Exhibitions

BIO:DIP
Hayden Dunham, Nicolas Lobo

BIO:DIP is a neologism, a parallel not a pair. It is two bodies of work that come into contact, and, in the way of bodies, react to one another. BIO:DIP is dialogue, not synthesis. Each body is invoked by a system with its own internal economies, its own sources of nourishment and regulation, as well as its own tactility, material identity, and by-product. Each is in its own way a circulation system designed around sensory exchange. Where they mingle they do so atmospherically. As the two bodies infuse the air itself, they connect not just to one another but, through the respiratory system, to those of the audience itself.

Exhibition BIO:DIP
Artists Hayden Dunham, Nicolas Lobo
Venue Red Bull Studios New York
Installation Photos Cameron R. Neilson. Courtesy of Red Bull Studios New York

Focused on the porous intersections of the body, Nicolas Lobo’s practice concerns the transformation of familiar material through ingestion and use. For BIO:DIP, he has created a series of sculptures made entirely of soap and cast in fiberglass swimming pools. In the gallery, the pools are inverted and repurposed as pedestals. Their extroverted forms both evoke the human body through the rituals of bathing and cleansing, and by inviting tactile engagement and hosting performances. Tying together the interior and exterior of the building, Lobo continues to use body-enhancing materials as sculptural forms. In this instance it is the transparent orifice of the building itself—originally intended to let the outside gaze in— which Lobo obscures with thick layers of lipstick. Like much of Lobo’s work, products intended for personal application are returned to the industrial scale as critique and reflection of our human needs.

Like Lobo, Hayden Dunham is interested less in the singularity of objects or bodies than in the conditioning systems that go into their maintenance and care. Systems such as central air, water filtration, or sewage treatment model the exchange of information between the hard and soft architectures of building and body. Tapping into the Red Bull Studios New York’s existing HVAC system, she creates her own structure of visible and invisible exchange. What begins as a frozen sculptural form is cycled through multiple states of ice, melted water, condensation, and vapor before interacting and passing through the viewer’s body in the form of breathed air. Glass, marbles, silicon, and molten aluminum will be used to create networks in which the potential energy of these exchanges can be stored and experienced. Here the politics of the ever-evolving body meld with those of its housing.

Just as Red Bull Studios New York hosts BIO:DIP, BIO:DIP hosts the viewer. Incorporating our own bodies within such poly-sensualism, we are asked to reflect not just on the individual human economies of acre and need, but on the idea of the gallery itself as forever in flux— now equal parts laboratory and spa.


*Task instructions*.
Instruction for the entries below: return the part that opens with the line containing "The image size" and closes with the line containing "Image resolution: width=850", exactly, and no pictures.

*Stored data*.
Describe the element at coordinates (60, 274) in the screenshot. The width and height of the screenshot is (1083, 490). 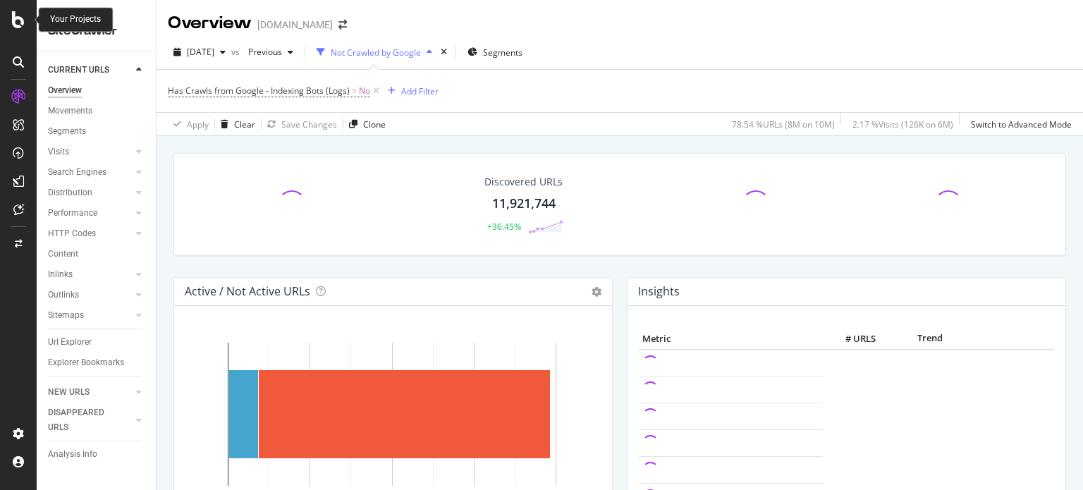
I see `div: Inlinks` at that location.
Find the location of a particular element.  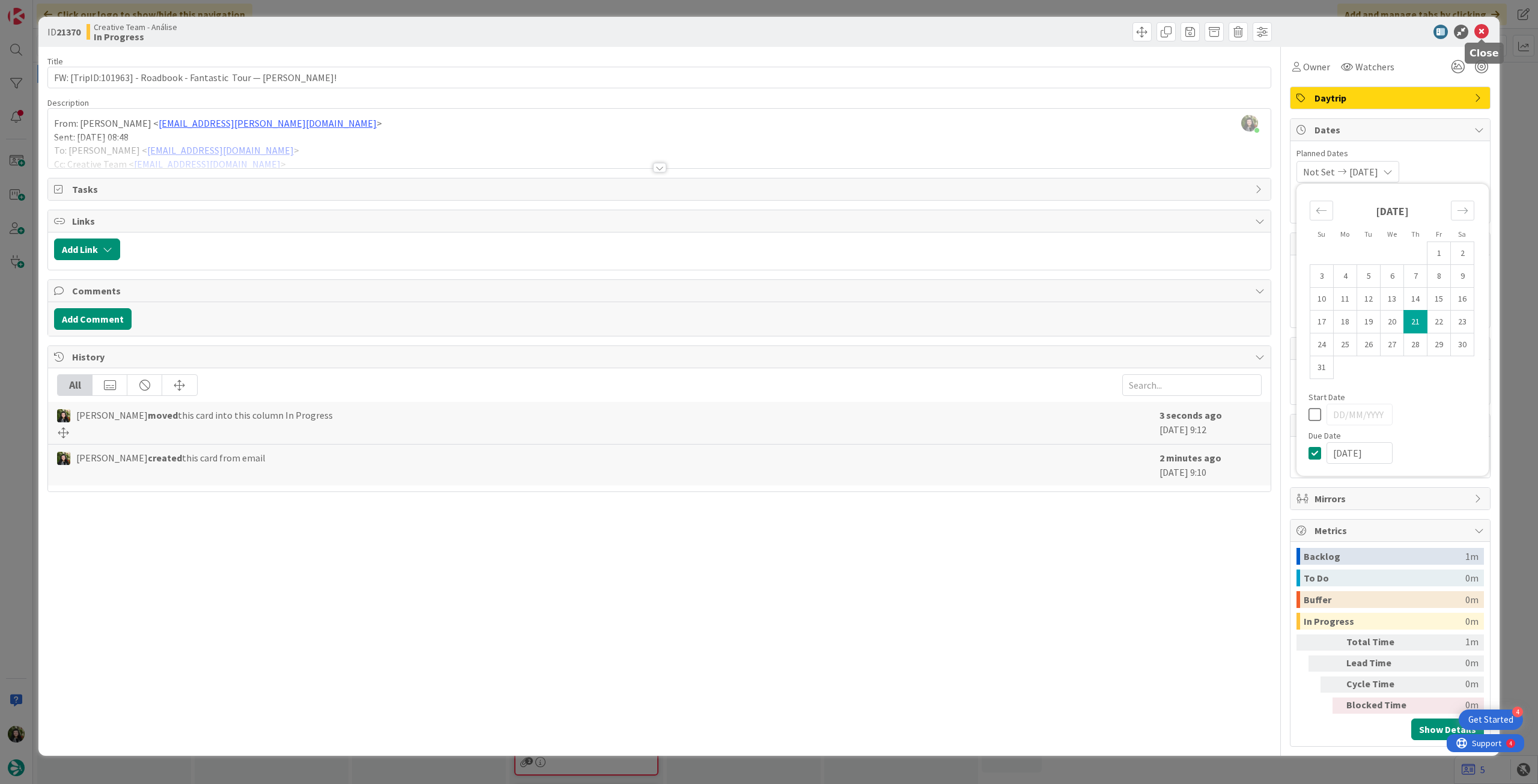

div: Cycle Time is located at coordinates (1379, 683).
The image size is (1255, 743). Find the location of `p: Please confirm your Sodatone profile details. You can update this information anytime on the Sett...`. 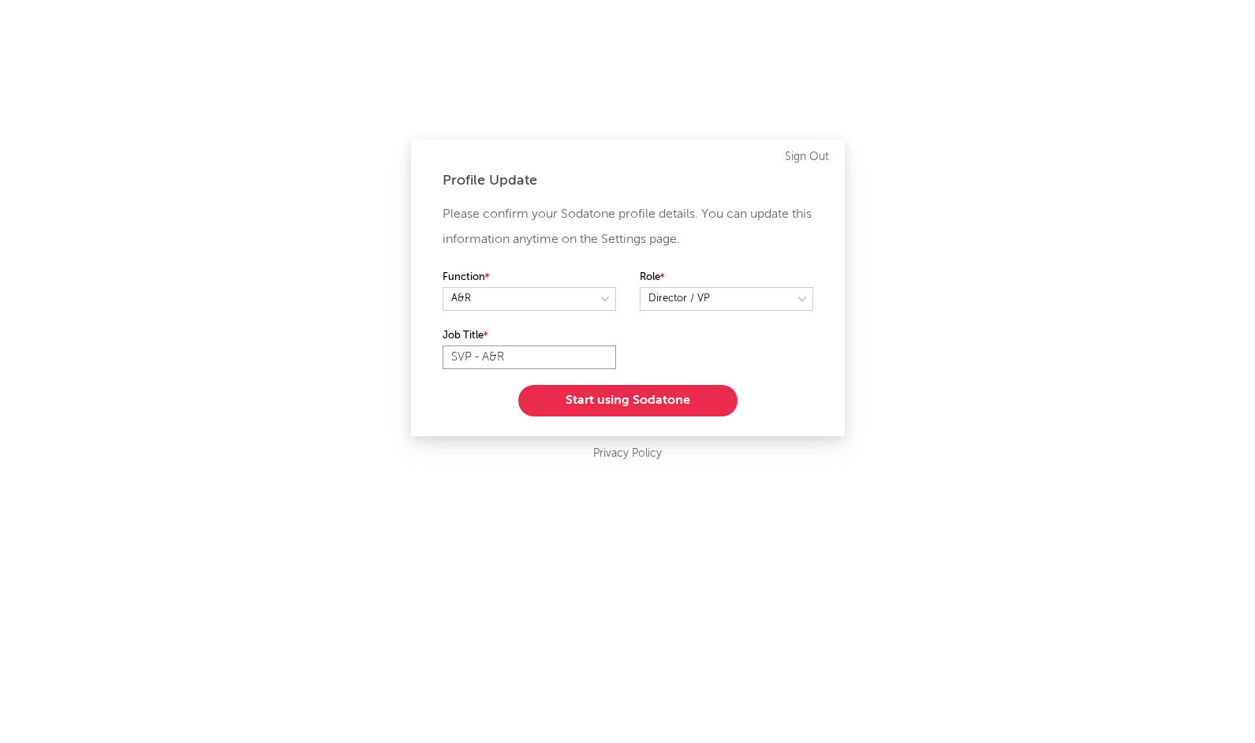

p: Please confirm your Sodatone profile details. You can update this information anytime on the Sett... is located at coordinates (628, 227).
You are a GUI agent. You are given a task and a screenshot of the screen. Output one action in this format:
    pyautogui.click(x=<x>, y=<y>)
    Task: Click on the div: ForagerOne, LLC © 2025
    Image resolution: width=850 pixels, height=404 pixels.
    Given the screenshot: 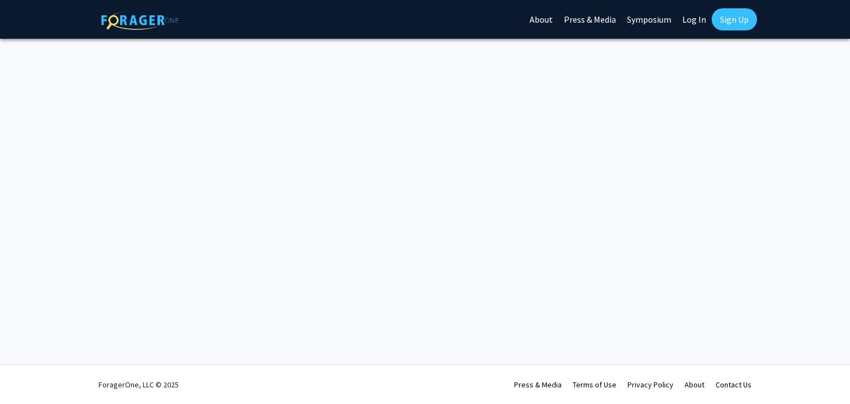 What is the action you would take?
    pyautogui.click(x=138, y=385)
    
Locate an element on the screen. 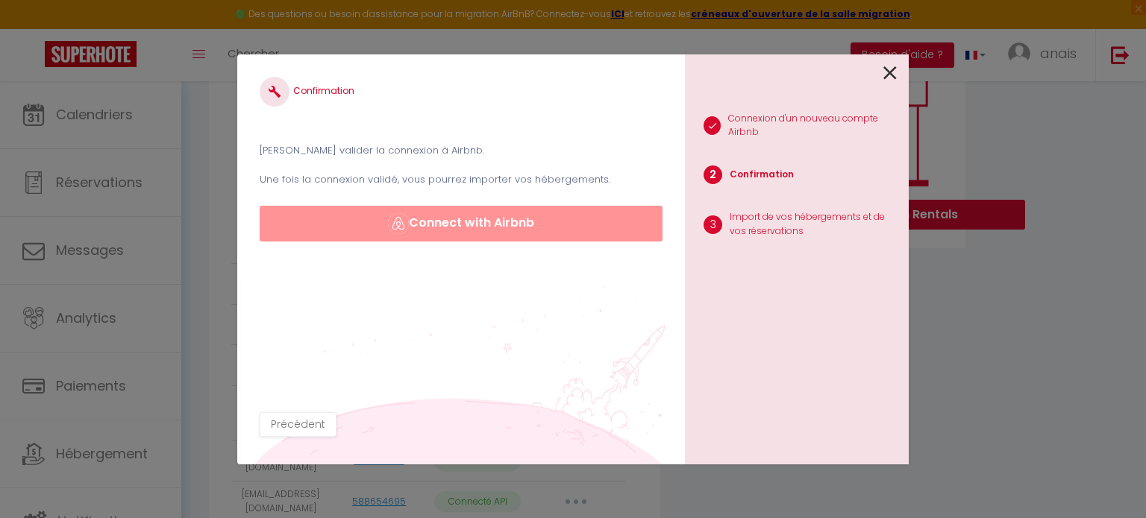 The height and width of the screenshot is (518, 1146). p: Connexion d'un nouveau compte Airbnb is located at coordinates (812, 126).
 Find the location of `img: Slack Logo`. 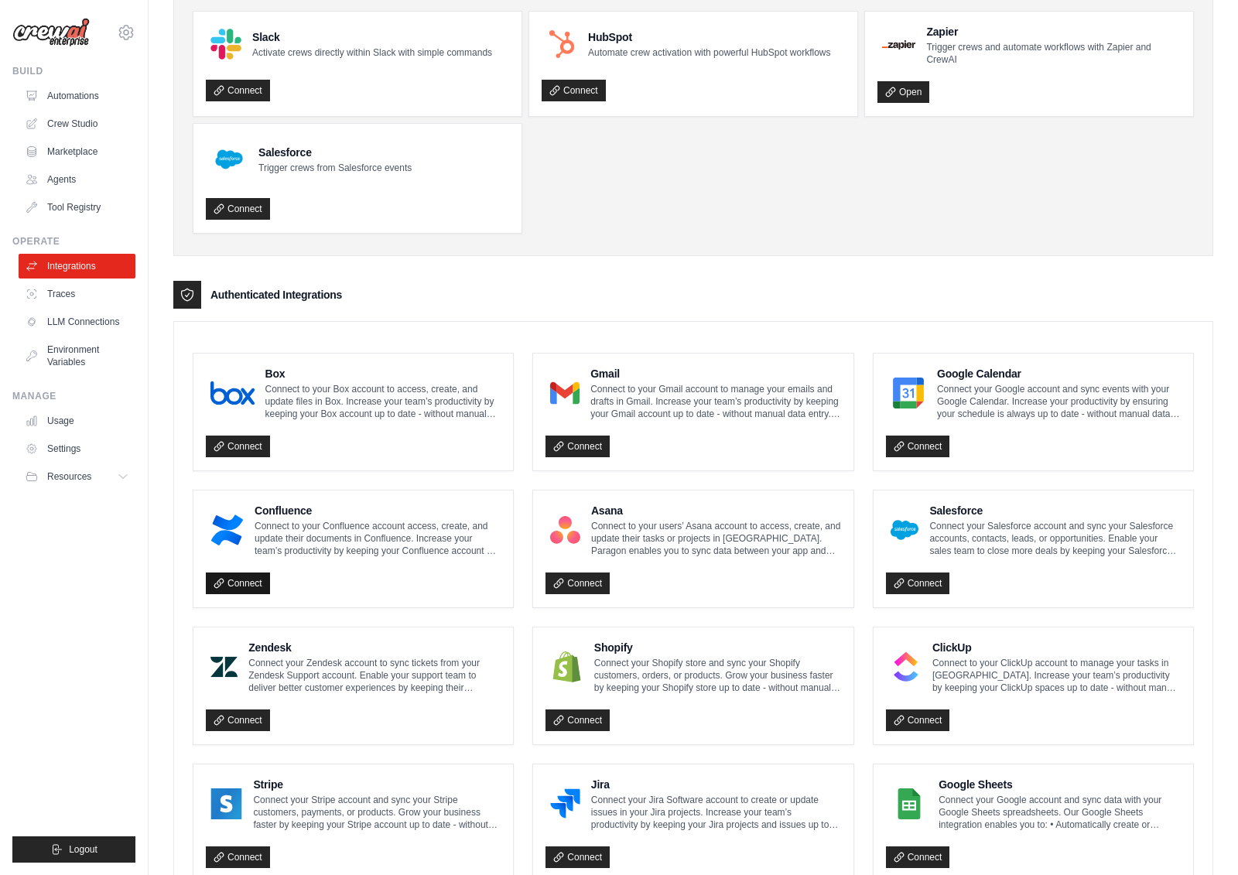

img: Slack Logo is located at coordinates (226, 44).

*Result of this task*.
The image size is (1255, 743). Find the location of `p: Please confirm your Sodatone profile details. You can update this information anytime on the Sett...`. 

p: Please confirm your Sodatone profile details. You can update this information anytime on the Sett... is located at coordinates (628, 227).
You are a GUI agent. You are given a task and a screenshot of the screen. Output one action in this format:
    pyautogui.click(x=<x>, y=<y>)
    Task: Click on the div: ForagerOne, LLC © 2025
    Image resolution: width=850 pixels, height=404 pixels.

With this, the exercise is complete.